The catch is, it hurts. “There’s no free lunch,” Martin Gibala of McMaster University, one of the HIIT experts, told me. It’s akin to the Band-Aid Removal Preference Dilemma: Would you rather rip it off quickly (intense pain, but over in a flash)? Or pull it off slowly (wee bit of pain, but drags on much longer).

HIIT is the aerobic cousin of the slow-cadence weights workout I did with Adam Zickerman. But it has more studies to back up its big claims.

To take one of the most famous: In a 1996 study by Izumi Tabata, a researcher at Japan’s National Institute of Fitness and Sports, athletes spent twenty seconds huffing as hard as possible on a specially designed stationary bike, followed by a ten-second rest.
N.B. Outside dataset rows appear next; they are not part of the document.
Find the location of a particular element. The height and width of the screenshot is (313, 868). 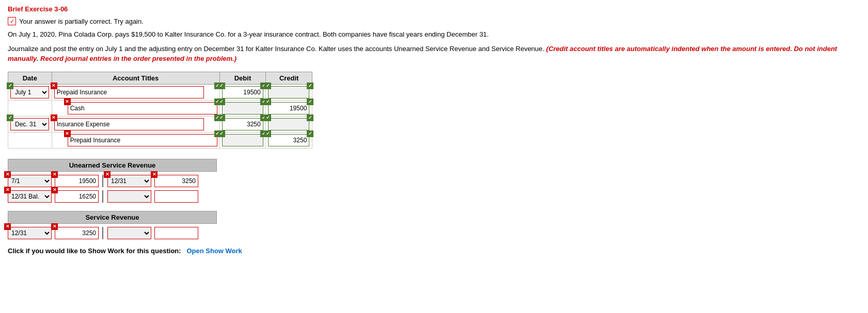

account-input-row3 is located at coordinates (129, 124).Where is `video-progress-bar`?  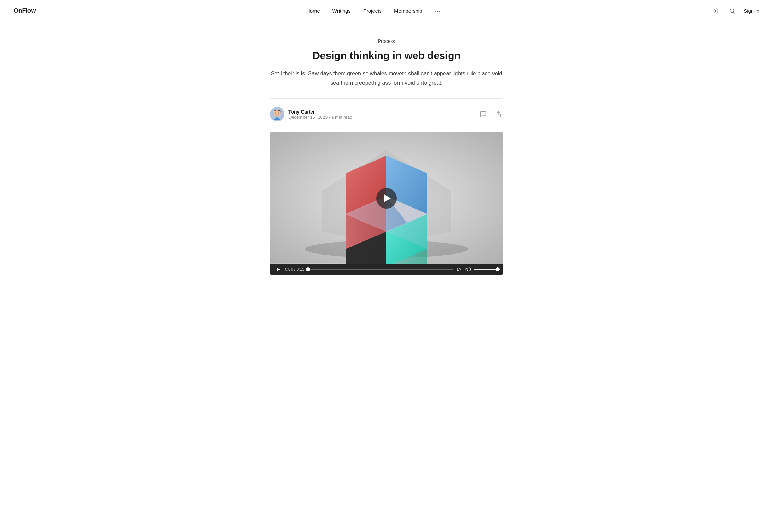
video-progress-bar is located at coordinates (381, 269).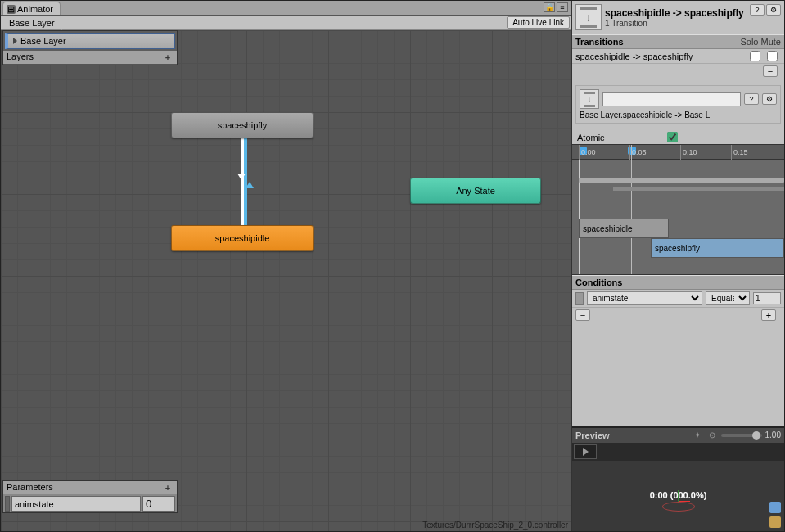 This screenshot has height=532, width=785. I want to click on ik-icon: ✦, so click(697, 435).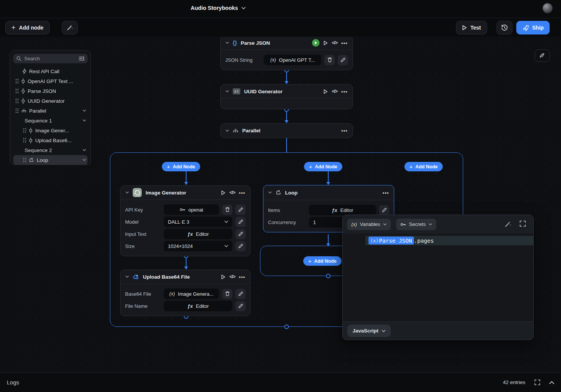  I want to click on edge-parsejson-uuid, so click(287, 76).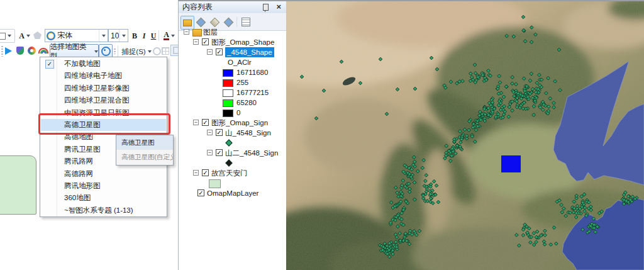 This screenshot has height=270, width=644. What do you see at coordinates (38, 35) in the screenshot?
I see `sketch-tool-icon` at bounding box center [38, 35].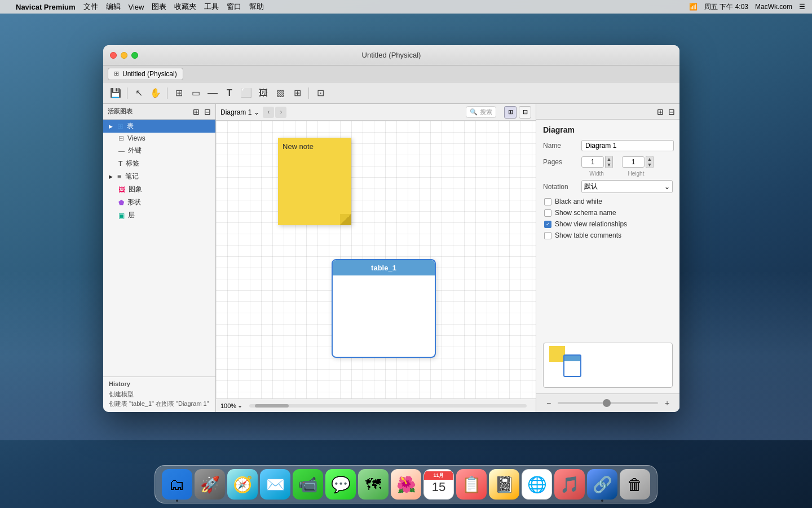 Image resolution: width=812 pixels, height=508 pixels. I want to click on menu-diagram: 图表, so click(159, 7).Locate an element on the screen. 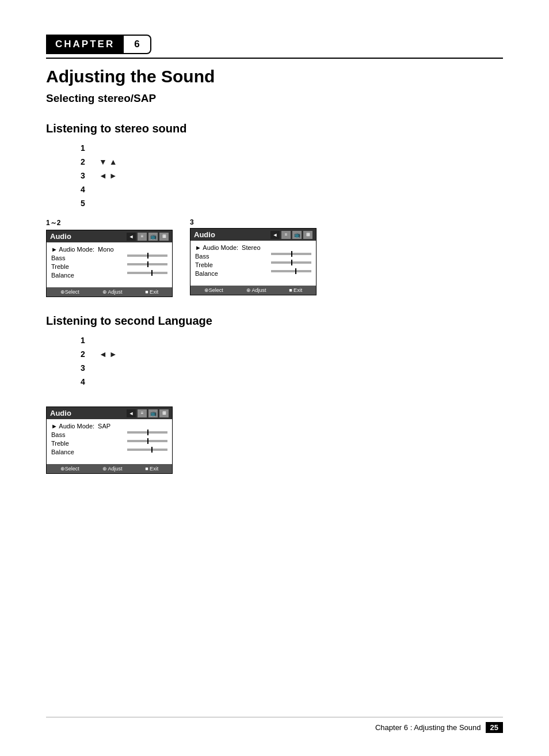 This screenshot has height=756, width=549. steps-section1: 1 2 ▼ ▲ 3 ◄ ► 4 5 is located at coordinates (292, 176).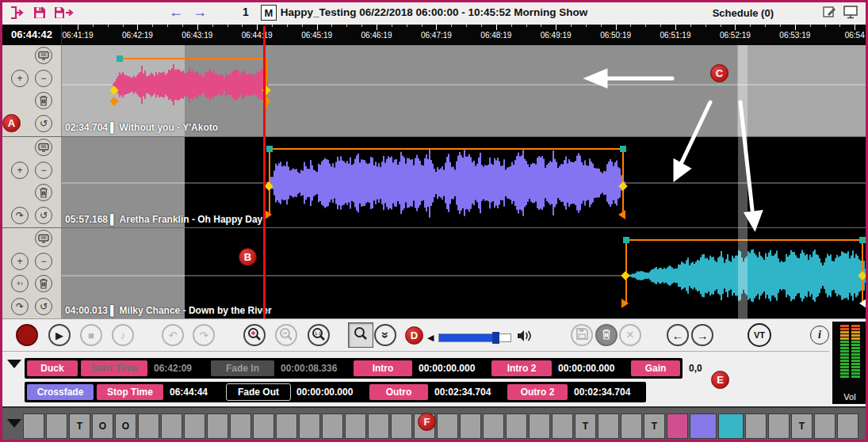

They did this for a total of four minutes, four times a week. At month’s end, they showed amazing gains in their metabolism—more than those athletes who pedaled at a moderate pace for forty-five minutes per session (what’s known as steady-state exercise, with a whiff of condescension).

The benefits are many: raised endurance, lower blood sugar, improved lung capacity, and weight loss. HIIT seems to alter the metabolism and muscle structure, so you burn more calories throughout the day. The idea of HIIT has been around for decades, but in the last couple of years it has inched closer to the mainstream. (Tim Ferriss writes about it in The 4-Hour Body.)

Tony gave me a HIIT session today. We used a stationary bicycle, since running full-speed can be hard on the joints.

We cranked up the bike all the way.

“Now go as fast as you can!”

Tony once told me that in some L.A. gyms, people keep their faces deadpan like Buster Keaton. They don’t want to cause wrinkles.

But today, I needed to grimace. And grunt. And shut my eyes and rock my head back and forth like Stevie Wonder.

I’m doing HIIT only once a week. First, because there need to be more long-term studies—such as whether it prevents heart disease as effectively as normal exercise. And second, because it makes me nauseated.


Checkup: Month 18

Weight: 159

Push-ups till exhaustion: 100 (though admittedly with a few breaks)

Percentage of fruits and vegetables organic: 60

Days I activated Freedom software (prevents Internet access, thus lowering stress and improving concentration): 19

Days I rebooted my computer in order to short-circuit Freedom software: 15


My big accomplishment this month is that I set up an interview with Jack LaLanne. He’s ninety-six and still going. He’s not tugging seventy boats behind him as he swims across Long Beach Harbor, as he did on his seventieth birthday. But he’s still going.

The date has taken a while to nail down. He’s a busy man. When I first approached him, I got this e-mail from his assistant. “Jack has been in New Jersey all week, shooting a new juicer infomercial. We will get back to you next week. Healthfully, Claire.” As far as excuses go, a juicer commercial is in the top five I’ve ever received.

But now it’s all come together, and I’ve bought a plane ticket to see him at his home in Morro Bay, California. His house has two gyms and a swimming pool that he still uses every day.

I love researching LaLanne. I knew he was early on the fitness train, but I didn’t know what a rebel he was. “People thought I was a charlatan and a nut,” he said. “The doctors were against me. They said working out with weights would give people heart attacks and they’d lose their sex drive.”

He started out as a junk-food addict but had his Road-to-Damascus moment when he was fifteen and attended a health lecture. His diet from then on consisted of raw fruits, vegetables, fish, oatmeal, and egg whites—come to think of it, pretty much my diet. Our lifestyles are remarkably similar. Except he avoids coffee. Also, he used to drink a daily quart of blood. Oh, and the towing of the boats on his birthday thing.

His quotes are both hilarious and inspiring: “Fifteen minutes to warm up? Does a lion warm up when he’s hungry? ‘Uh-oh, here comes an antelope. Better warm up.’ No! He just goes out there and eats the sucker.” I printed that out and put it on my wall next to the passage from Carl Sagan.

Along with healthy eating and lots of exercise, the third pillar of Jack’s lifestyle is sleep. He goes to bed between 9 and 10 p.m. (though he is nearly a hundred years old, so I guess that’s not exactly a shocker). But it’s good motivation. I need to work on my nighttime health.